North Queensferry lies at the tip of a rocky promontory extending south from Fife into the Firth of Forth, ten miles west of the centre of Edinburgh. Its location has dictated its history, role, and even its name.
The Gaelic name of the original settlement here was Ardchinnechenan. What really put it on the map was the enthusiasm of Margaret, the English Queen of Malcolm III from 1070, for the church she founded in Dunfermline (see our Historical Timeline). This narrowing of the River Forth was the obvious crossing place for the increasing traffic that resulted between Edinburgh and Dunfermline.
The ferry carrying this traffic became the Queen's Ferry: and its landing points became North and South Ferry or, increasingly, North and South Queensferry. A poignant reminder of earlier times can be seen at the little walled graveyard in the heart of North Queensferry, on the site of the Chapel of St James. A stone has been set into the outside of the wall near the gate. It is inscribed "This is done by the sailers of North Ferrie 1752" (see photo on this page).
The rights to run the ferry had been owned by Dunfermline Abbey and doubtless provided a useful source of income. After the Reformation the rights passed to Scotland's first public limited company, with the sale of 16 equal shares.
The second activity that helped shape North Queensferry, literally, was quarrying for granite. The evidence isn't obvious at first, until you realise that much of the rocky headland has been scooped out from behind. This leaves an arc of high cliffs that plunge into the deep pool occupied since the early 1990s by Deep Sea World, complete with its underwater walkways. This is now one of Fife's leading tourist attractions.
The coming of the railways to Scotland initially had the effect of sidelining North Queensferry. From 1850, Edinburgh was connected to Perth by rail using a roll-on roll-off ferry directly linking Granton near Leith and Burntisland in Fife.
This all changed in 1879 when construction was begun on a railway suspension bridge. This had been designed by Thomas Bouch, builder of the Tay Railway Bridge that opened in 1878. The collapse of the Tay Bridge with large loss of life on 28 December 1879 brought a halt to work on Bouch's Forth Bridge.
The Forth Bridge that was finally built between 1883 to 1890 was designed by Sir John Fowler and Benjamin Baker. It is a testament to conservative over-engineering: this was one bridge they didn't want to collapse under the weight of a train or the pressure of the wind. Between 1958 and 1964, North Queensferry acquired its second world class bridge, the Forth Road Bridge. When this was opened by the Queen on 4 September 1964, the ferries which used to operate from the slipway a few hundred yards to the west of the centre of North Queensferry ceased, and the village again became bypassed by advances in transport technology.
Yet while North Queensferry is bypassed by the Forth bridges, it is also defined by them. The two older bridges converge on the village from across the water, and North Queensferry fills the space between them and spills out a little beyond them. And wherever you are in North Queensferry the views are dominated by one or other, or both bridges. But while anywhere else the Forth Road Bridge would attract your undivided attention, it is the massive dark red structure of the Rail Bridge that overshadows, often literally, the village. No-one actually lives under the bridge as it carries the railway 158ft overhead, but in places it does feel like it. And with a third bridge nearing completion, the Queensferry Crossing, to the west of the existing Forth Road Bridge the link between the village and its bridges is unlikely to end anytime soon.
North Queensferry itself is an attractive mix that reflects both its long history as a ferry port and more recent development as a dormitory and resort. The combination of rocky shoreline and harbour in front of a rising hillside would be attractive anywhere, but set within the frame of two, soon to be three, of the world's best known bridges, North Queensferry is truly unique.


Problem:
Only the lines from the one containing "This screenshot has" through the end of the data are wanted, reproduced exactly and without pictures.

Data for this exercise:
══════════

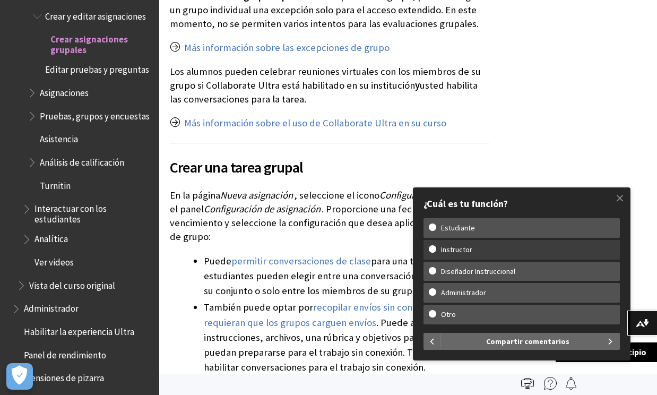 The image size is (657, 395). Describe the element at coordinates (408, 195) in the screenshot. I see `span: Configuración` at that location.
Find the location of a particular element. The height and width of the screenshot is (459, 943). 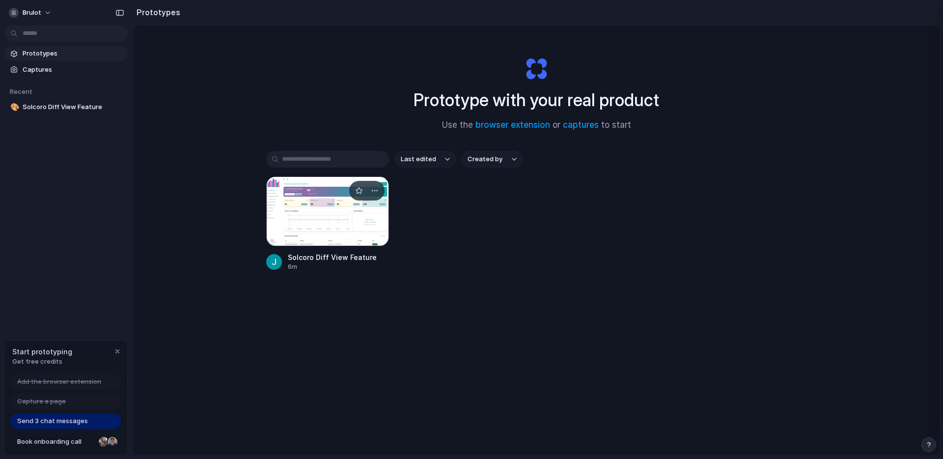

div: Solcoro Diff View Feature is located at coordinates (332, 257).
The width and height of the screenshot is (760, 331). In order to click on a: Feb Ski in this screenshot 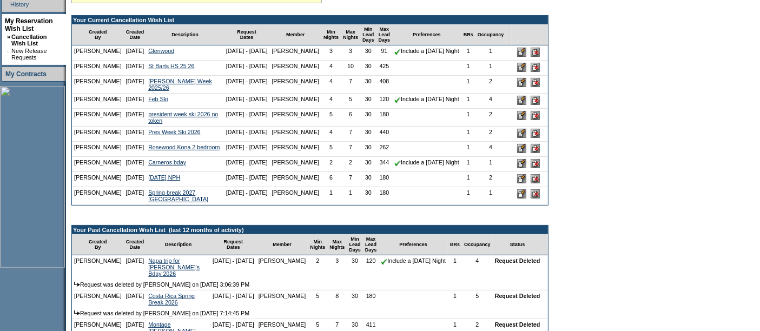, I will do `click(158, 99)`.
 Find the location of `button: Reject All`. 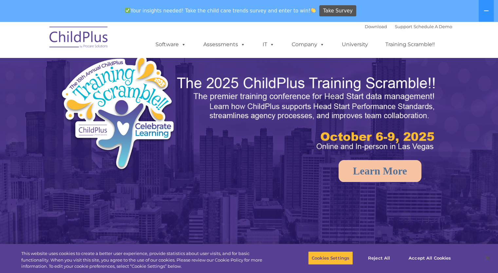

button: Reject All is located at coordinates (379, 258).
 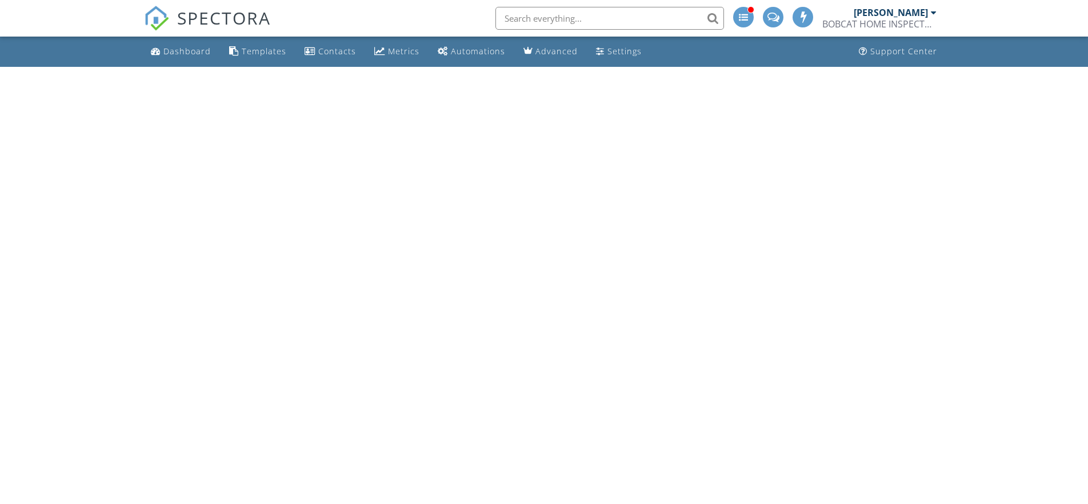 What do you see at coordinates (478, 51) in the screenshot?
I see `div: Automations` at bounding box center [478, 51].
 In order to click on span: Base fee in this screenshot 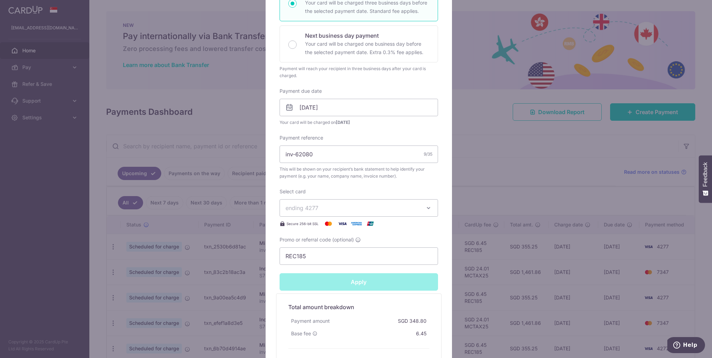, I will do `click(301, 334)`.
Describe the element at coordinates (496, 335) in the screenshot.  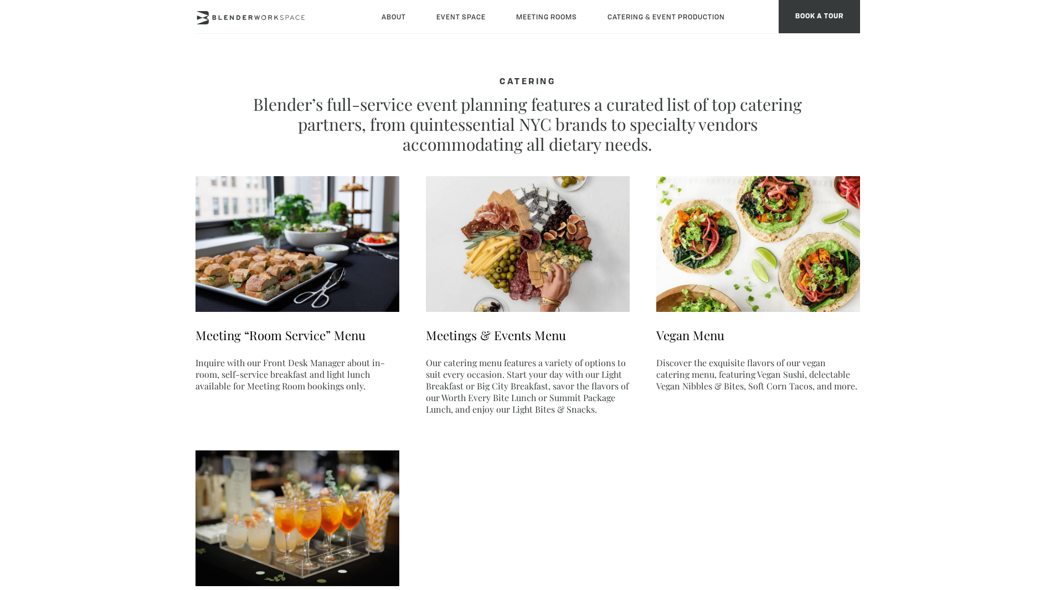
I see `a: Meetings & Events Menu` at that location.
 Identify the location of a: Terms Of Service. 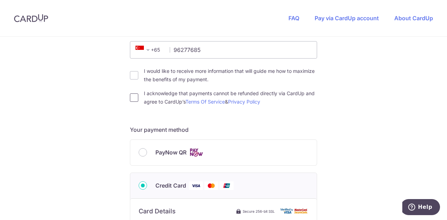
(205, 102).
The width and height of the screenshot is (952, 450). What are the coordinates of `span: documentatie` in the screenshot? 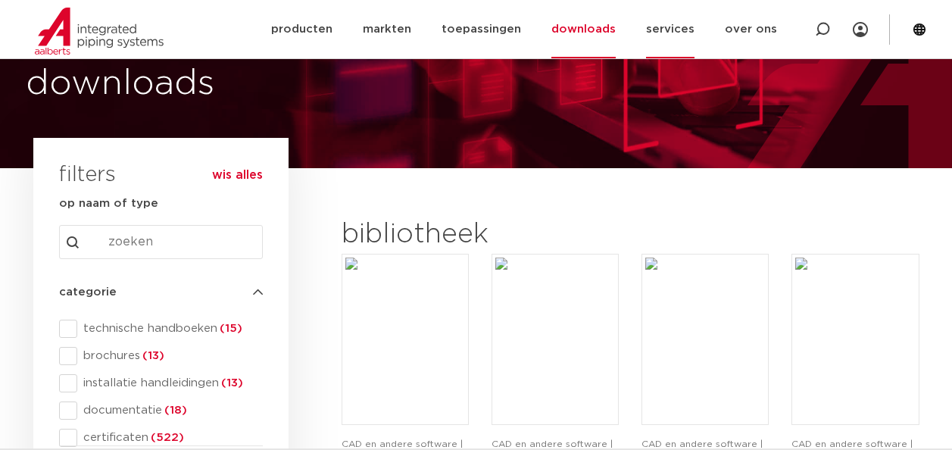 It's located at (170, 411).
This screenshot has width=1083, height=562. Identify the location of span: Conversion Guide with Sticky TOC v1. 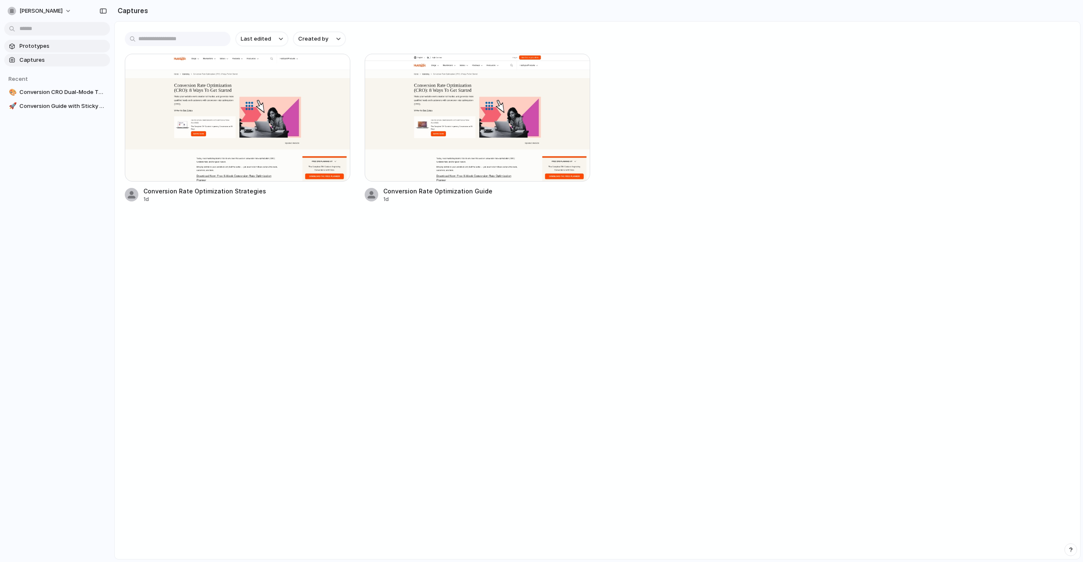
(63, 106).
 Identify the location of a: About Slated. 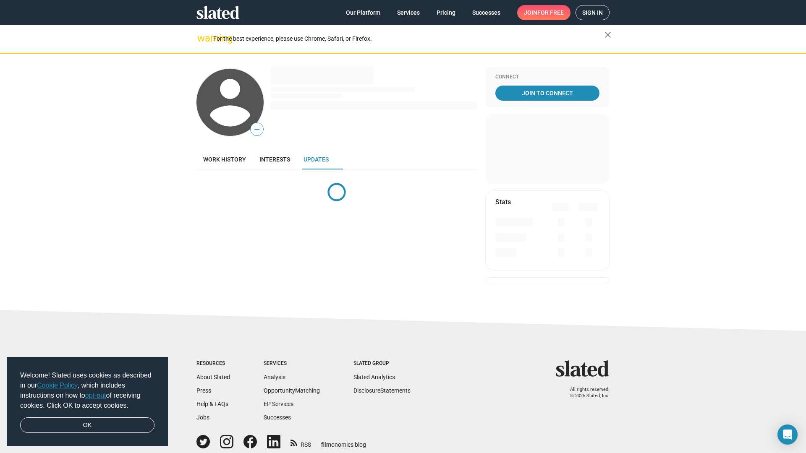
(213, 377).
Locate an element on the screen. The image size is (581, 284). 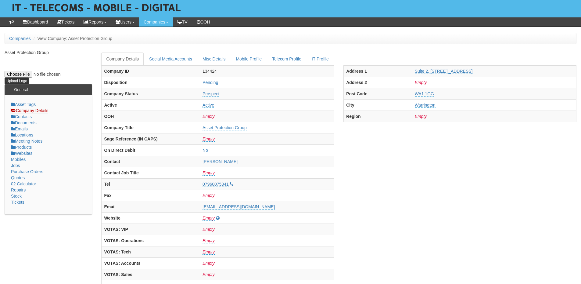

══════════

Result for this task:
This screenshot has width=1083, height=562. Identify the location of span: Conversion Guide with Sticky TOC v1. 
(63, 106).
 Identify the location of a: About Slated. 
(213, 377).
Locate an element on the screen. The image size is (581, 284). 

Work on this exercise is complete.